Extra-Inter-Intra
Why AI is a new type of disruption
Does history repeat? Does it rhyme? Or are some human developments so new and novel that we have no possible frame of reference for understanding them?
We tend to rely on history to understand the current moment. “Blood in the Machine” by technology journalist Brian Merchant does a painstaking job at unearthing lessons that can be learned from industrial automation in England’s textile industry.
In my own work on autonomous vehicles, I found myself making arguments to skeptics that were made a hundred years ago to airplane and automobile opponents. As a side note, reading technology and society commentary from the early 20th century New York Times is a guilty pleasure of mine.
With AI, there is a view that historical analogies might be insufficient. And putting aside the economic hype around AI or doomerism around AGI, I agree that this time will be different. Here’s why:
The Industrial Revolution: A Revolution of Stuff
The industrial and globalization revolutions of the 19th and 20th centuries were extrapersonal disruptions. Factory automation, the Panama Canal, intermodal shipping, air travel - all of these things changed how physical things were created, connected, and moved in the world. So its impacts were largely economic. Certainly these had massive second order impacts on communities and individuals, but always rooted in how we related to each other as economic agents in the physical world.
The Information Revolution: A Revolution of Relationships
The information revolution of the late 20th and early 21st centuries, including PCs, mobile internet and social media, were interpersonal disruptions. They ultimately transformed our relationships to one another: what we see about each others’ lives (only the best parts now), how easily it is to communicate virtually from opposite sides of the world, what information we are exposed to in order to understand each other and our institutions. We are starting to learn how these disruptions have changed our communities, creating epidemics of loneliness, jealousy, anxiety, and political polarization.
The AI Revolution: A Revolution of the Soul?
Generative artificial Intelligence will cause intrapersonal disruptions - how we perceive ourselves, understand our own emotions, and decide to act on our thoughts and impulses. A dialogue with an AI chatbot is often thought to be an emulation of a chat with a friend or therapist. However, it’s more accurate to say it’s an emulation of your own internal dialogue. The ol’ angel or devil on your shoulder, made real. This is because your AI confidant isn’t part of your family or social circle and can’t communicate with others. There is a sense of absolute privacy that can induce individuals to divulge their deepest secrets or desires. If it weren’t for the resulting chatlog, your conversation might take place entirely in your head. An AI confidant can, with scalpel-like precision, adapt itself to our personality, our hopes, our dreams. And from that vantage point, it can also influence us profoundly. Who will you be with an AI companion ingrained in your life? Who would you have been without it?
We already see emerging results of this: the heartbreaking dialogue between a chatbot and a teen about to commit suicide. A previously impossible conversation between a man and his long dead father. The rise of a thing called *checks notes* AI psychosis!?!
In future posts I’ll plan to unpack this topic of intrapersonal disruption. What it means for the soul dividend in each of us will be vital to creating a framework for AI adoption that doesn’t result in an episode of Black Mirror.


:: WHAT IS BEING ASKED ::
Every line of the records below that holds the word "legend" should be copied out.

:: SUPPLIED MATERIAL ::
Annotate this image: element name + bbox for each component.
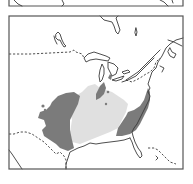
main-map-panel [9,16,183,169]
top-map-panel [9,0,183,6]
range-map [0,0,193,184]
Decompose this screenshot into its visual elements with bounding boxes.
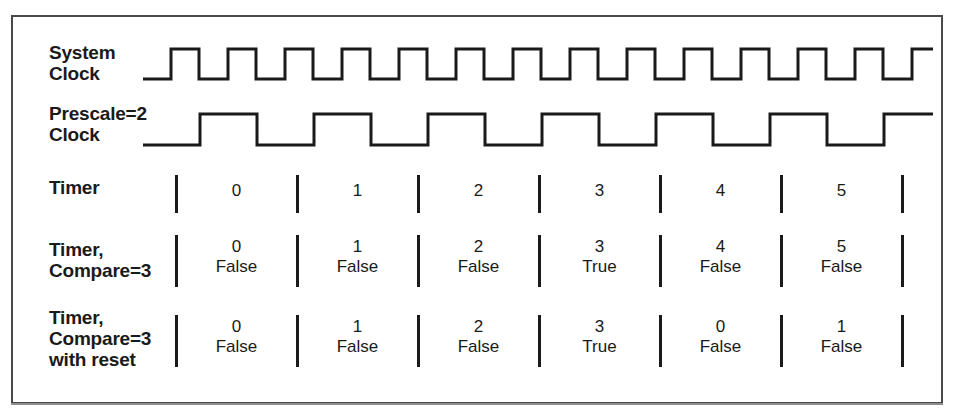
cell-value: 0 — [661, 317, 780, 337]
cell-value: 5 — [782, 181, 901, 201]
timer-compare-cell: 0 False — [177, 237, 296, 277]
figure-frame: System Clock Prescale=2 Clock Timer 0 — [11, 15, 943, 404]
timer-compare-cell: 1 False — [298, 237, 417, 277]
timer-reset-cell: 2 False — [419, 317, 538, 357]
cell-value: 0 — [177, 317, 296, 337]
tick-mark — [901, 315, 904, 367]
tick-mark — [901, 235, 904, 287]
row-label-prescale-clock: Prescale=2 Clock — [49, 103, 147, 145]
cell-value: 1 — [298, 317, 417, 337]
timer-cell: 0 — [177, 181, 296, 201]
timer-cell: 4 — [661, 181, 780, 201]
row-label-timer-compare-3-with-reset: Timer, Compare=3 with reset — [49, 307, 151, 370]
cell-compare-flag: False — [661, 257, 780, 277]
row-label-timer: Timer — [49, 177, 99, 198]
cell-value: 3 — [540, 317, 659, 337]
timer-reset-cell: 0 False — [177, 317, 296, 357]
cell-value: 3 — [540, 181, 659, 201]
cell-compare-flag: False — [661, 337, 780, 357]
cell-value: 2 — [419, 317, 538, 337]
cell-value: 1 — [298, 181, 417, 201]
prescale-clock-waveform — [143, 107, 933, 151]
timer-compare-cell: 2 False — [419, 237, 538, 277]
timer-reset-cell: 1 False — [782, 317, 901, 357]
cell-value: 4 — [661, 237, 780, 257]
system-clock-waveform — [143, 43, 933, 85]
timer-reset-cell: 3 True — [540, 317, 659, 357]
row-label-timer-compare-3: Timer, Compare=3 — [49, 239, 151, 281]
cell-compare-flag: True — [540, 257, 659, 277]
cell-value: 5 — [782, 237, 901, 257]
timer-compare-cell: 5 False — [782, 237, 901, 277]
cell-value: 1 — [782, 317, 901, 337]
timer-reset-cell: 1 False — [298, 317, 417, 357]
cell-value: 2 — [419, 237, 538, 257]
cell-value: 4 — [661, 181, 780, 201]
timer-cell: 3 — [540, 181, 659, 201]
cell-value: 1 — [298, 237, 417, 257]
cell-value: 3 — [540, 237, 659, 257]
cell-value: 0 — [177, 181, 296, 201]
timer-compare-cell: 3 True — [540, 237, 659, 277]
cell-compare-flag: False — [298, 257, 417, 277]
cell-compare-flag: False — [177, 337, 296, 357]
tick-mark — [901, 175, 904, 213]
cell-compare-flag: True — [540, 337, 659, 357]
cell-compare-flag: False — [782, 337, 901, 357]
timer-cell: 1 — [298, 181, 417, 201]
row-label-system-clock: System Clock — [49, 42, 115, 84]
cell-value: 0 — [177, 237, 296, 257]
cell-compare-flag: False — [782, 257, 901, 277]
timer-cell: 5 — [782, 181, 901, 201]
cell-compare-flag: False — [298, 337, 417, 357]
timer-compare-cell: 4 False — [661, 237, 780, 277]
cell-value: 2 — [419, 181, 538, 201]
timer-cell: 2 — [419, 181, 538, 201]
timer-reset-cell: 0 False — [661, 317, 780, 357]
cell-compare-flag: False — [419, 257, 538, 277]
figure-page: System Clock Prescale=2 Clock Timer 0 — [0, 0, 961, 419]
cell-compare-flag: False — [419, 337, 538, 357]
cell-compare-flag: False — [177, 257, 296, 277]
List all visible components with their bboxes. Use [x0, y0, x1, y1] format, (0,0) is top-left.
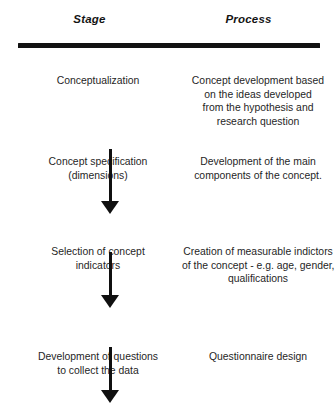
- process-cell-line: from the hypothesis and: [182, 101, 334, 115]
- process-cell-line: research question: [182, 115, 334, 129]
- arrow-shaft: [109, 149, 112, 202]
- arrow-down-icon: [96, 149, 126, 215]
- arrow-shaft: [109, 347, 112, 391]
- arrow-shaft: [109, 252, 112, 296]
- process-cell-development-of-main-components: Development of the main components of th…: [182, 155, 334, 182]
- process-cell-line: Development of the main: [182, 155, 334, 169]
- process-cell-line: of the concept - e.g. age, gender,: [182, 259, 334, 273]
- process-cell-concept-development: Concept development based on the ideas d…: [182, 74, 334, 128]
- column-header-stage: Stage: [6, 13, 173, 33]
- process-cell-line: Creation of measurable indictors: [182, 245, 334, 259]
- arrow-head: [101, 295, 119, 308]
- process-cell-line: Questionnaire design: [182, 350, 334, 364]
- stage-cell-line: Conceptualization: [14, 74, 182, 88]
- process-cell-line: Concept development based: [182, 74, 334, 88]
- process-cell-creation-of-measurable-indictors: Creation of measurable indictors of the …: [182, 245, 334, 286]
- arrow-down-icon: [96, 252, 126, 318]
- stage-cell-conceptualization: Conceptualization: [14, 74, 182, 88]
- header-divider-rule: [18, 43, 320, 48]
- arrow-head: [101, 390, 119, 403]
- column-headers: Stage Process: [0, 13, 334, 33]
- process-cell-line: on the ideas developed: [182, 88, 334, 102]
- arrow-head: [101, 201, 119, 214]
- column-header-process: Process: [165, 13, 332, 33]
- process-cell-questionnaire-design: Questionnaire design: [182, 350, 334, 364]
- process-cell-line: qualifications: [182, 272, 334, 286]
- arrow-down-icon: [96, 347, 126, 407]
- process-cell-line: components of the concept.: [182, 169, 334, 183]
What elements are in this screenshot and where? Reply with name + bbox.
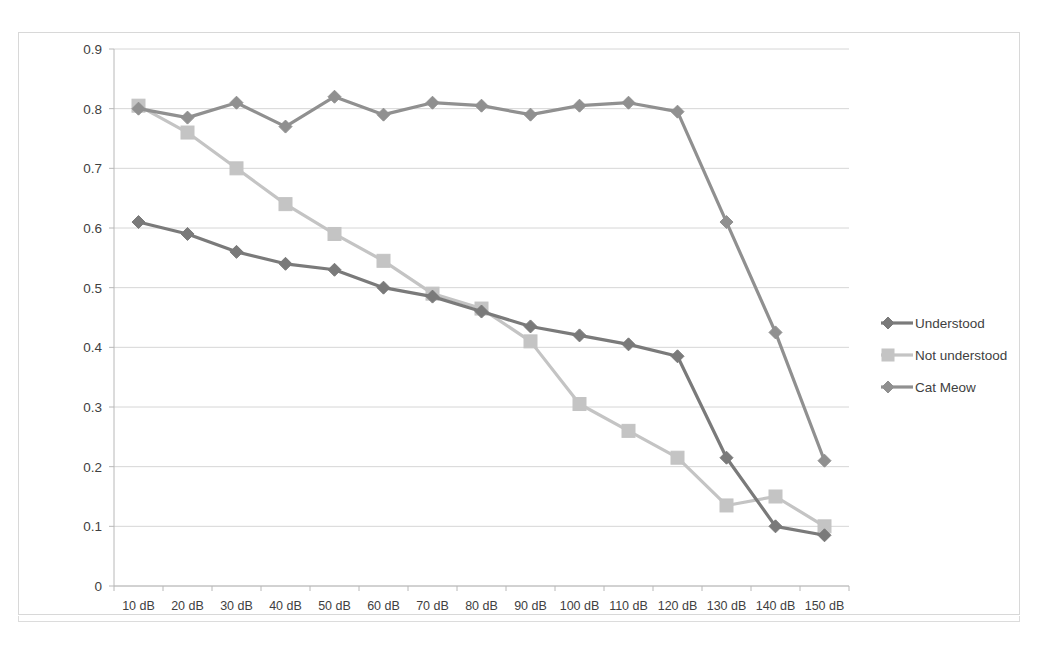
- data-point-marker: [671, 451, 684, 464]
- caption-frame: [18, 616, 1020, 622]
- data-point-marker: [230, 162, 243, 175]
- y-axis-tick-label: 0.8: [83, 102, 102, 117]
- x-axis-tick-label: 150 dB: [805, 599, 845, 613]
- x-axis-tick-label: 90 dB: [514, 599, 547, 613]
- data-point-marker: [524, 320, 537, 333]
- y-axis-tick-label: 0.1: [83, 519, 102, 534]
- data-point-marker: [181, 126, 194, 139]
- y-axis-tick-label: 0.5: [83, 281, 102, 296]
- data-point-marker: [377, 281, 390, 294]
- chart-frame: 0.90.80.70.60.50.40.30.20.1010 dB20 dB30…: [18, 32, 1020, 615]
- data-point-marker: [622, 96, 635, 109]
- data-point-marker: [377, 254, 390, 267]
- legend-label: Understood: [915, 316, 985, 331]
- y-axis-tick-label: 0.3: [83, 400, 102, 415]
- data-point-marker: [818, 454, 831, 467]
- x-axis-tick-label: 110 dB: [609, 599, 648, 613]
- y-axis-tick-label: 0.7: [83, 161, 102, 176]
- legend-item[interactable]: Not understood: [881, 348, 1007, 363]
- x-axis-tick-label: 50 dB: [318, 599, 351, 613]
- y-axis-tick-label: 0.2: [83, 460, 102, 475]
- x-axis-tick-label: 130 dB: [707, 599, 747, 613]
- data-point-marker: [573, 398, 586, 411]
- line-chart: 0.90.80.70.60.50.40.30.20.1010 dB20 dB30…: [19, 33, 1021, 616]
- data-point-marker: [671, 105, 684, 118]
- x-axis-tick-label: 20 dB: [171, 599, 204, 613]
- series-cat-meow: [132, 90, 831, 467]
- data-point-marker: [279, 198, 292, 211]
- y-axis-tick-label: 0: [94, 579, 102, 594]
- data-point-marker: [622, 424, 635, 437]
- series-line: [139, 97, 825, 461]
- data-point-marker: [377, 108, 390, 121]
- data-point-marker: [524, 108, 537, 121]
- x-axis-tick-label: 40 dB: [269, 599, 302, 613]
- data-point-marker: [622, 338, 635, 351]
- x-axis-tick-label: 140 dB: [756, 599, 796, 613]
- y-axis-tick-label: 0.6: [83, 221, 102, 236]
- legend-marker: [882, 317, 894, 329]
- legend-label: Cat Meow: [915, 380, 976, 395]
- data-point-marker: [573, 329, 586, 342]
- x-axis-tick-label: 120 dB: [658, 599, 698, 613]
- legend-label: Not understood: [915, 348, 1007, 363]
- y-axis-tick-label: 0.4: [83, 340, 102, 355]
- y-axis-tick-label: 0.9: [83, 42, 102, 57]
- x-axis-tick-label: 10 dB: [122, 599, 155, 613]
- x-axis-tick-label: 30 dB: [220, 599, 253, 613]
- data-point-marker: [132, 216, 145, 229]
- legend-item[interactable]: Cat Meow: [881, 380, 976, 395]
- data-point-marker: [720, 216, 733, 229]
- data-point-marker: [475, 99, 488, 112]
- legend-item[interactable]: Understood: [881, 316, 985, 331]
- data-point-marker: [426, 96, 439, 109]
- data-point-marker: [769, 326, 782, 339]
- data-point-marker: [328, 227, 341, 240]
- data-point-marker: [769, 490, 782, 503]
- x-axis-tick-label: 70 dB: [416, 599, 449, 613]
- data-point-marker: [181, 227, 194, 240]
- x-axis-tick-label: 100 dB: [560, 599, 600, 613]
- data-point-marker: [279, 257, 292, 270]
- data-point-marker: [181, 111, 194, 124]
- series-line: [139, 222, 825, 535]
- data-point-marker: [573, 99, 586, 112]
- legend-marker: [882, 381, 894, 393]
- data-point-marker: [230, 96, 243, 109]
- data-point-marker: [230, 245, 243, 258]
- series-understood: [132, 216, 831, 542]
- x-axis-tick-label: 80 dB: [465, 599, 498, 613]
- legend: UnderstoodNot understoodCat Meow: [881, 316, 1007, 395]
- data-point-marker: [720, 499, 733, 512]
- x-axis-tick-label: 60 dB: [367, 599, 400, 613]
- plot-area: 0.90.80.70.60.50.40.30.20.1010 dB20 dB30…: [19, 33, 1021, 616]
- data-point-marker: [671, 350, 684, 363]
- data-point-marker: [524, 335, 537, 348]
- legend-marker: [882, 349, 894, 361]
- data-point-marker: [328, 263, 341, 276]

:: TASK SOLUTION ::
- legend-label: Understood: [915, 316, 985, 331]
- legend-item[interactable]: Not understood: [881, 348, 1007, 363]
- legend-marker: [882, 317, 894, 329]
- legend-label: Cat Meow: [915, 380, 976, 395]
- legend-label: Not understood: [915, 348, 1007, 363]
- legend-item[interactable]: Cat Meow: [881, 380, 976, 395]
- legend-item[interactable]: Understood: [881, 316, 985, 331]
- legend-marker: [882, 381, 894, 393]
- legend: UnderstoodNot understoodCat Meow: [881, 316, 1007, 395]
- legend-marker: [882, 349, 894, 361]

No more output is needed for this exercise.